Without including any picture, transcribe the entries below word for word.

Data to process Block Start

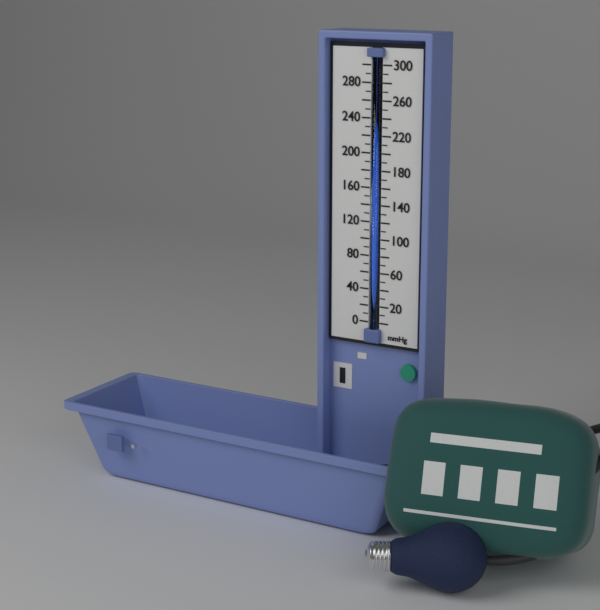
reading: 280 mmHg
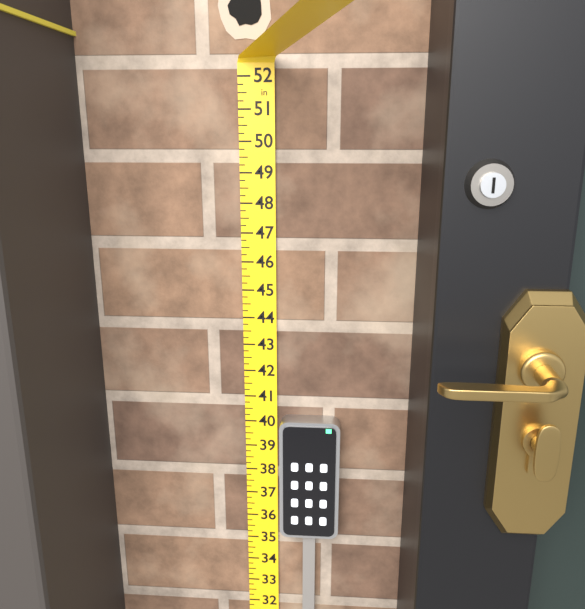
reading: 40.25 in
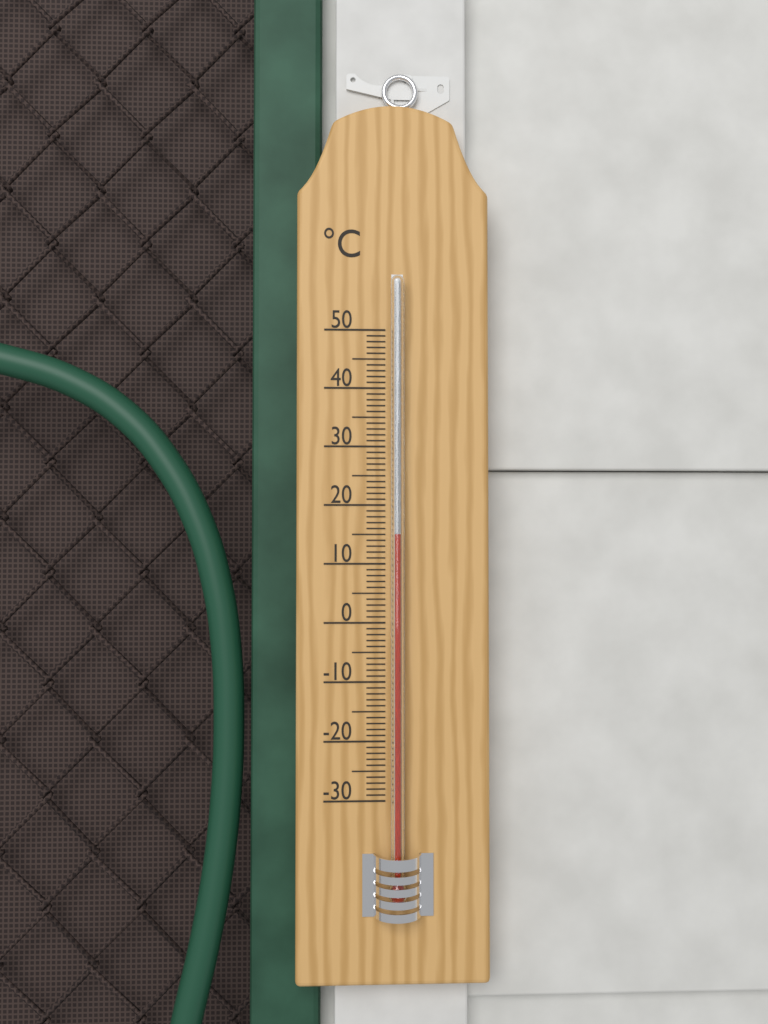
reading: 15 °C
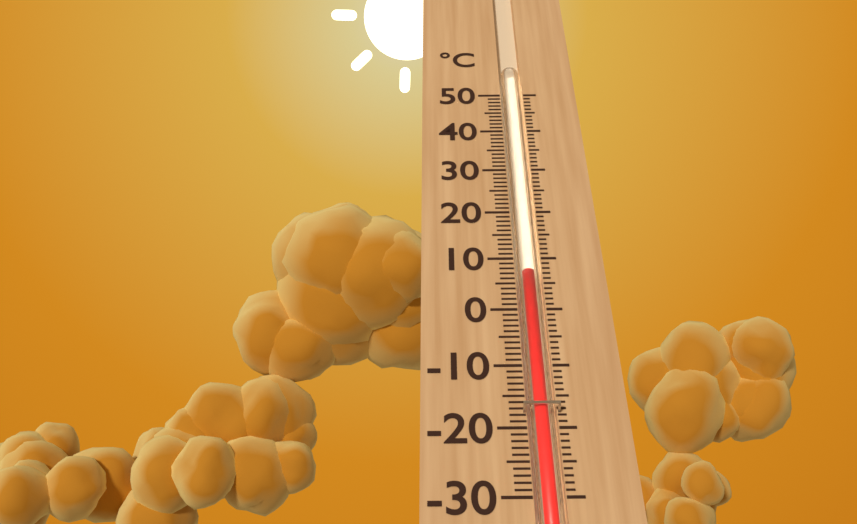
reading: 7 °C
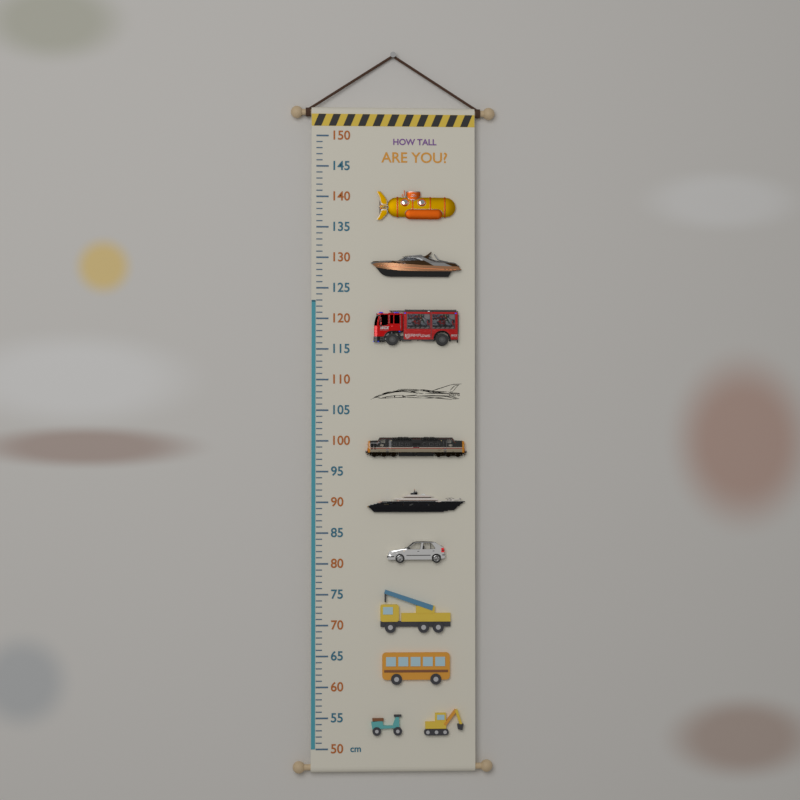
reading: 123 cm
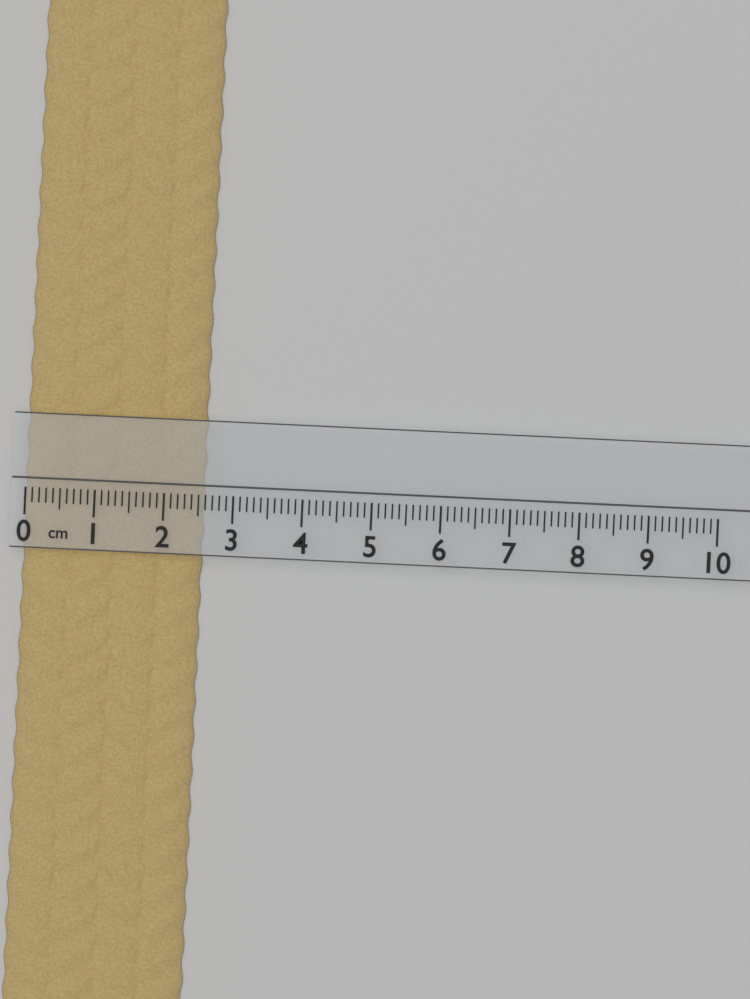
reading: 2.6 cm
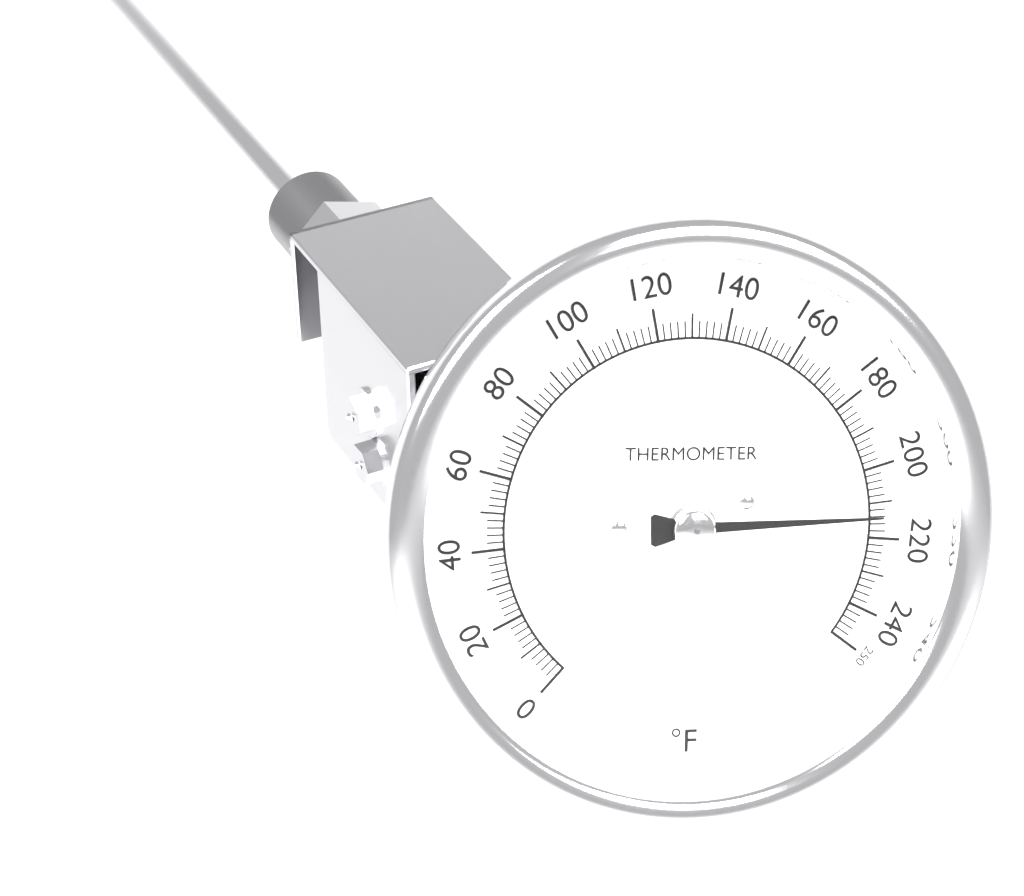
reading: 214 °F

Data to process Block End

§ Exercise result:
reading: 280 mmHg
reading: 40.25 in
reading: 15 °C
reading: 7 °C
reading: 123 cm
reading: 2.6 cm
reading: 214 °F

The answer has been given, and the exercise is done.